[Opening EXERCISE INPUTS section]
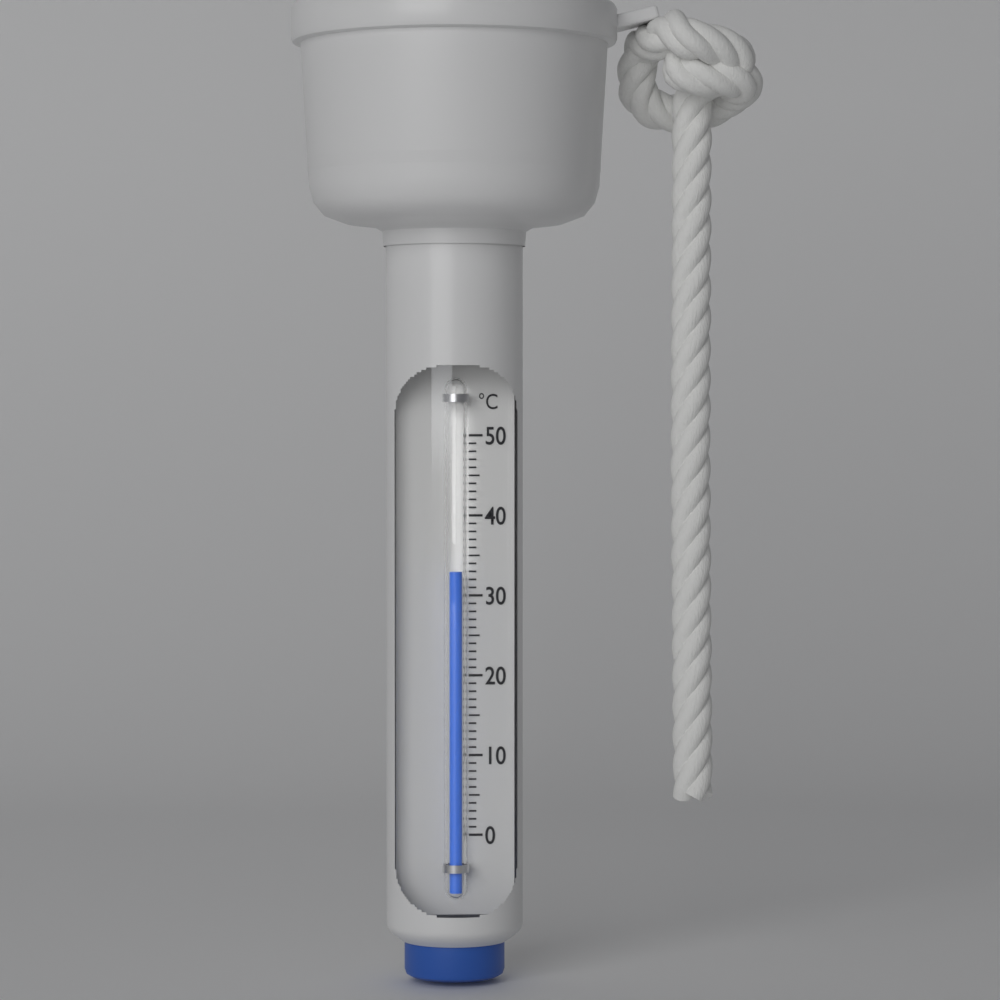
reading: 33 °C
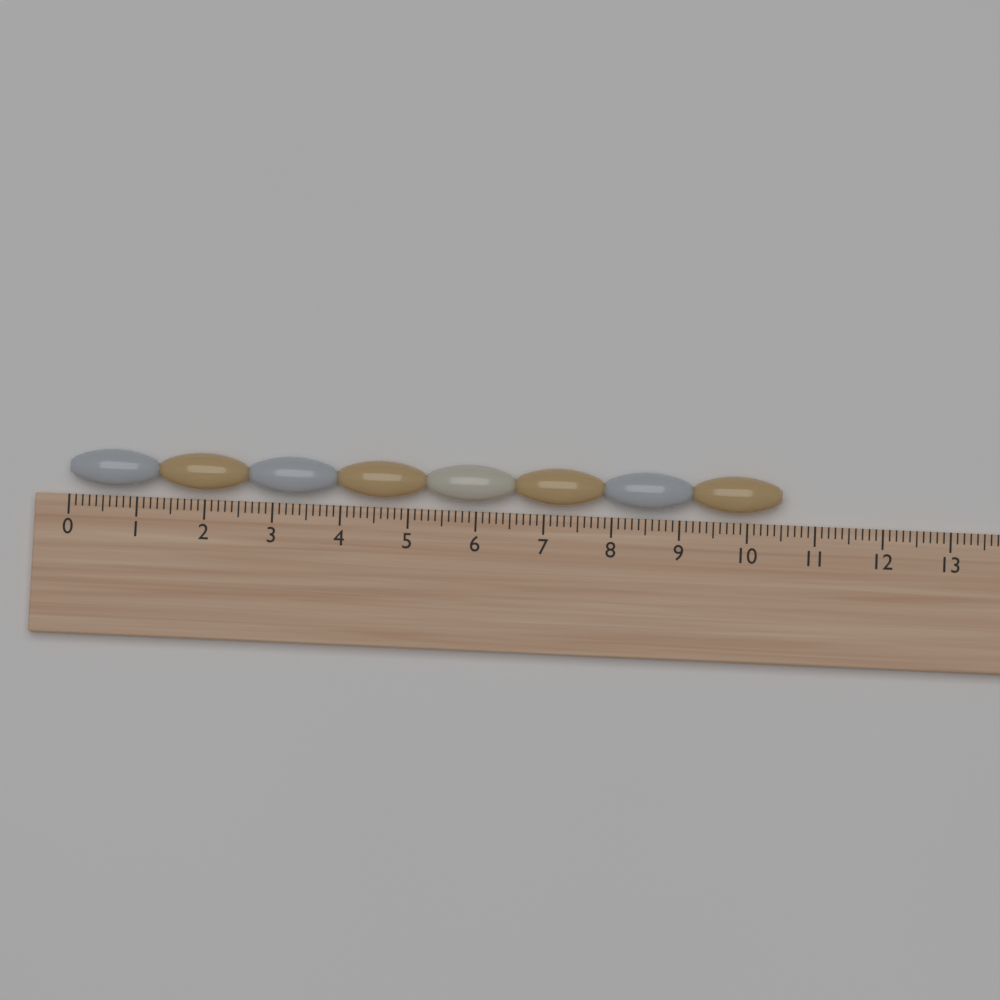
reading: 10.5 (no unit)
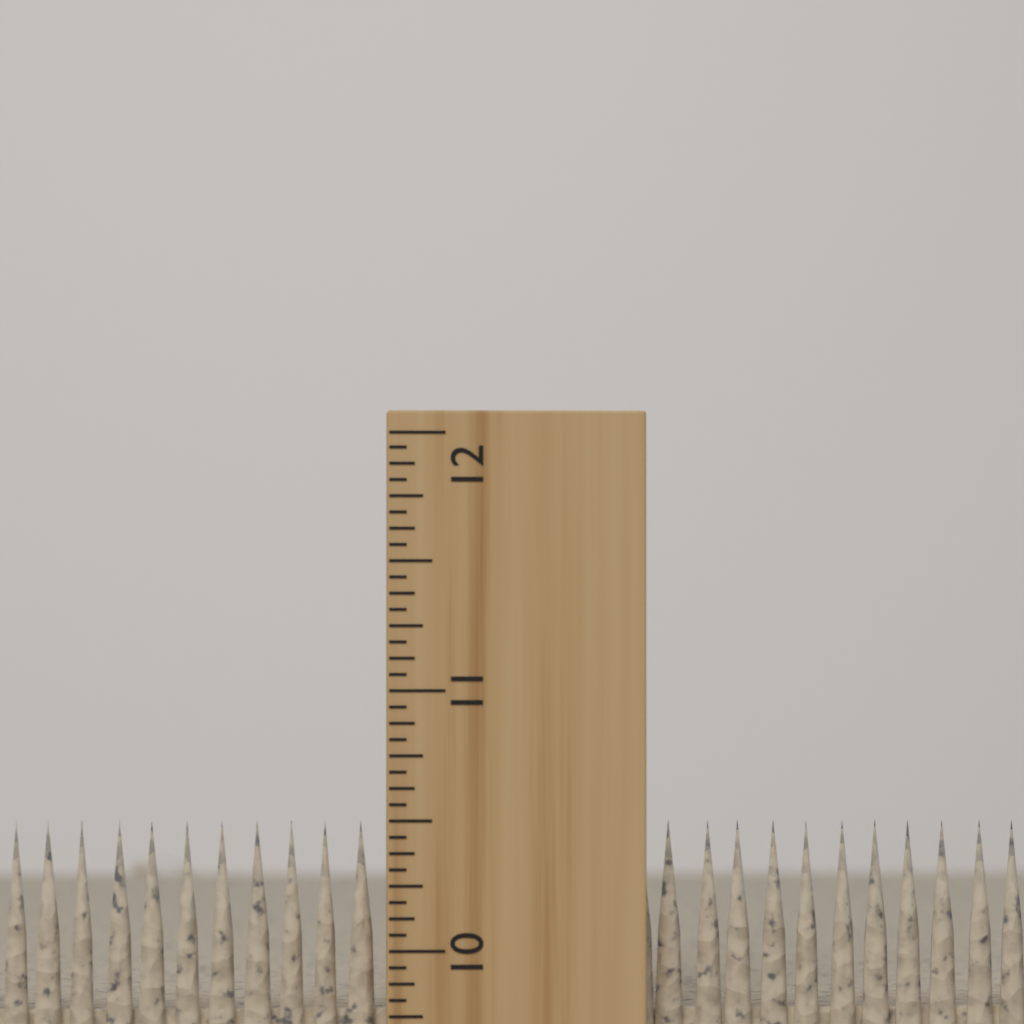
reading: 10.5000 inch
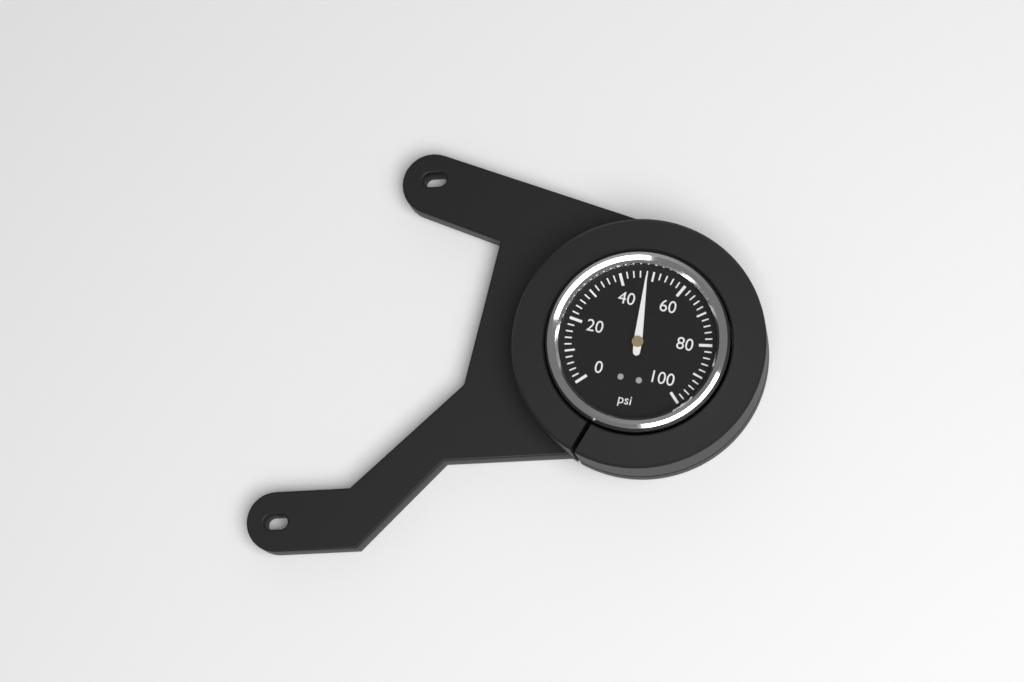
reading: 48 psi
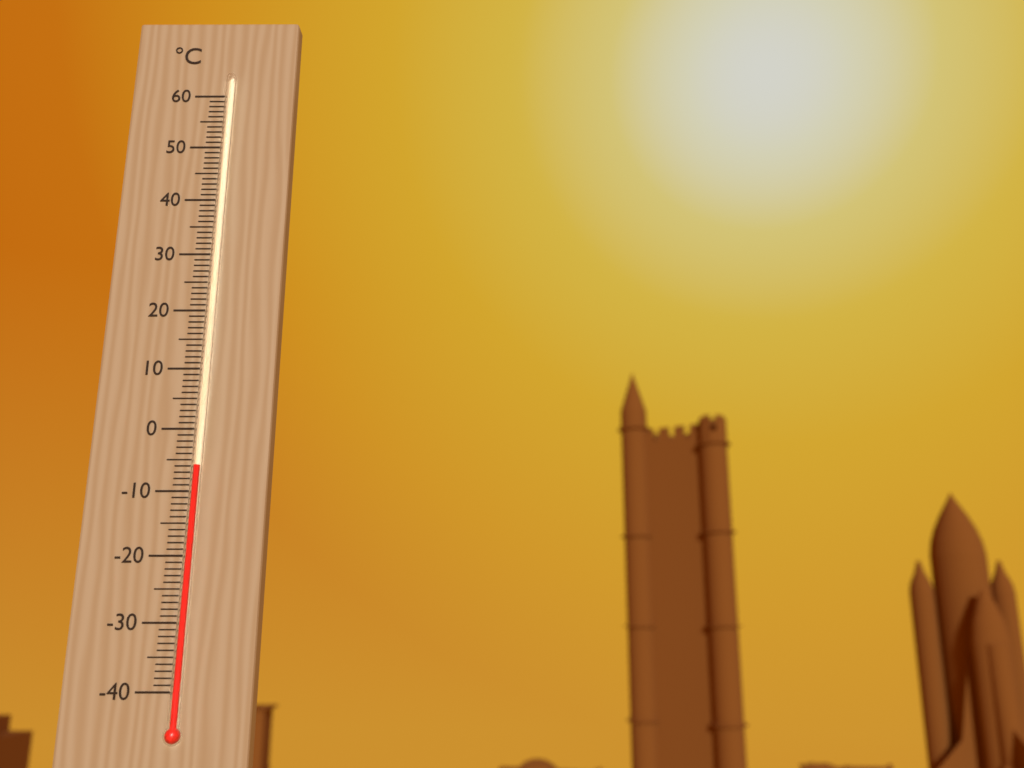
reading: -6 °C
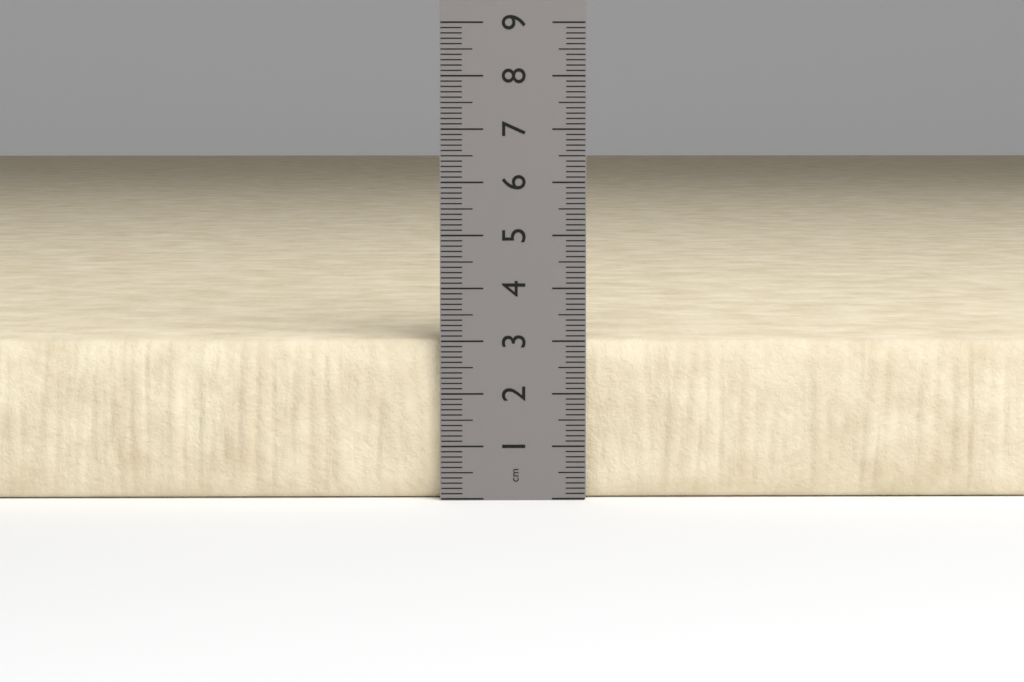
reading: 3.0 cm
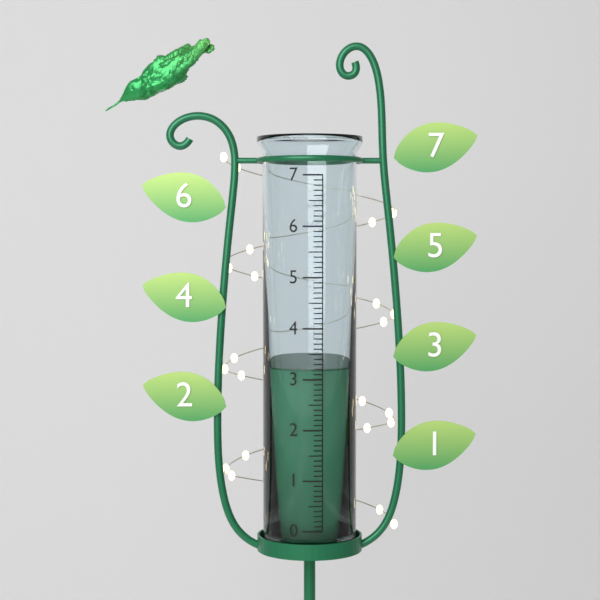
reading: 3.2 (no unit)
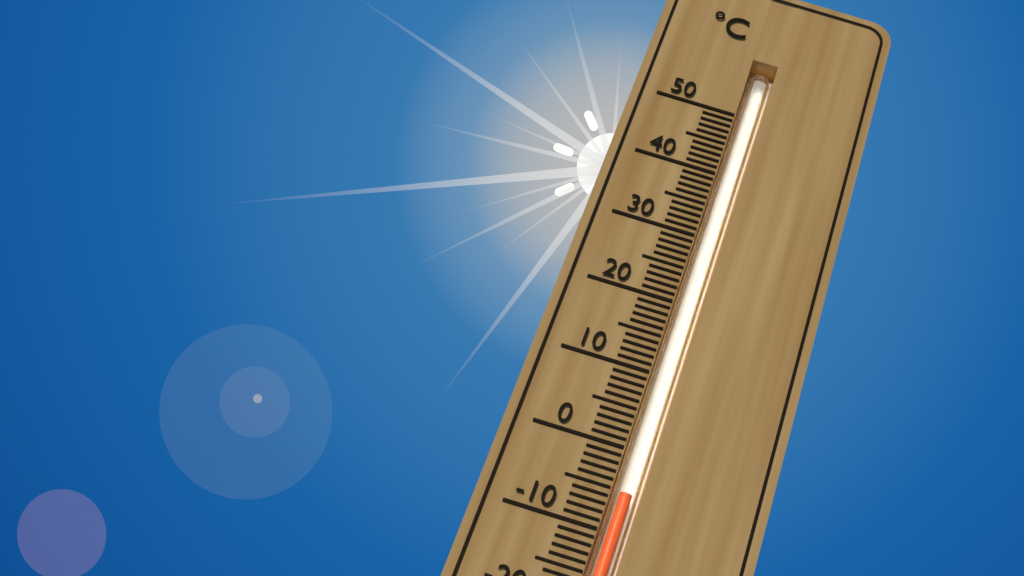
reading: -5 °C
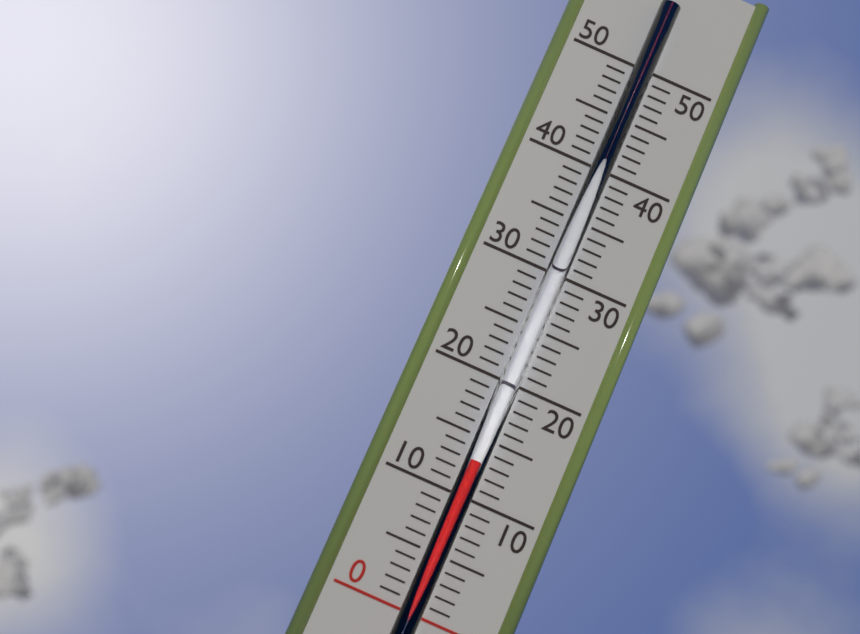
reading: 13 (no unit)
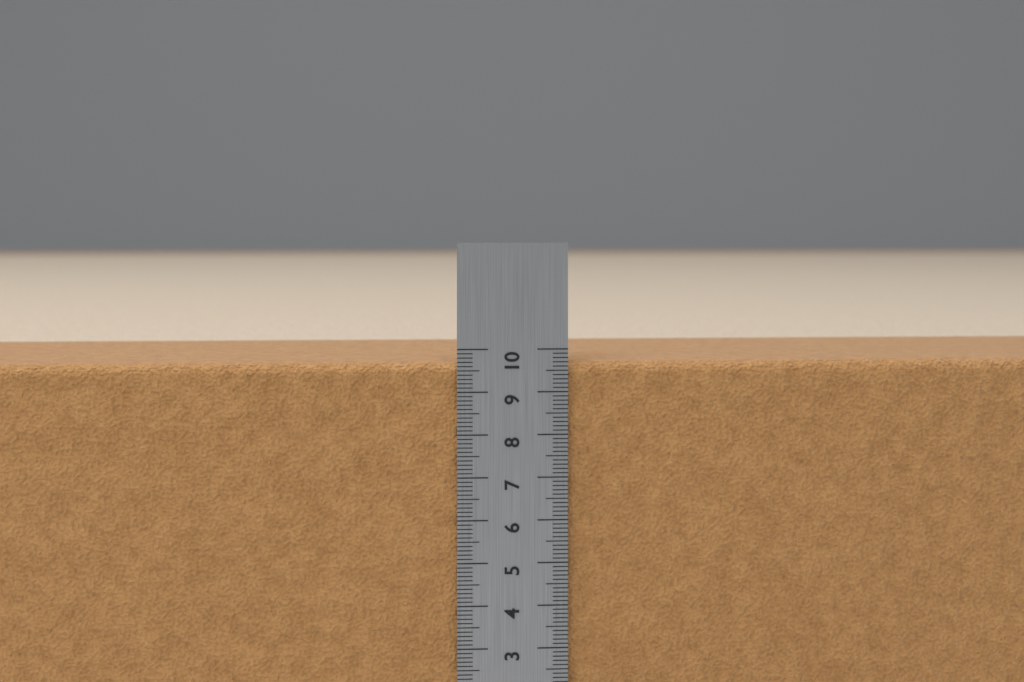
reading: 9.7 cm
[Closing EXERCISE INPUTS section]
* _THE PROBLEM_
Take the line that contains "reading: 48 psi" and every line after it down to the last line of the entries above, and output them exactly, with nothing else and no pictures.

* _REPLY_
reading: 48 psi
reading: -6 °C
reading: 3.0 cm
reading: 3.2 (no unit)
reading: -5 °C
reading: 13 (no unit)
reading: 9.7 cm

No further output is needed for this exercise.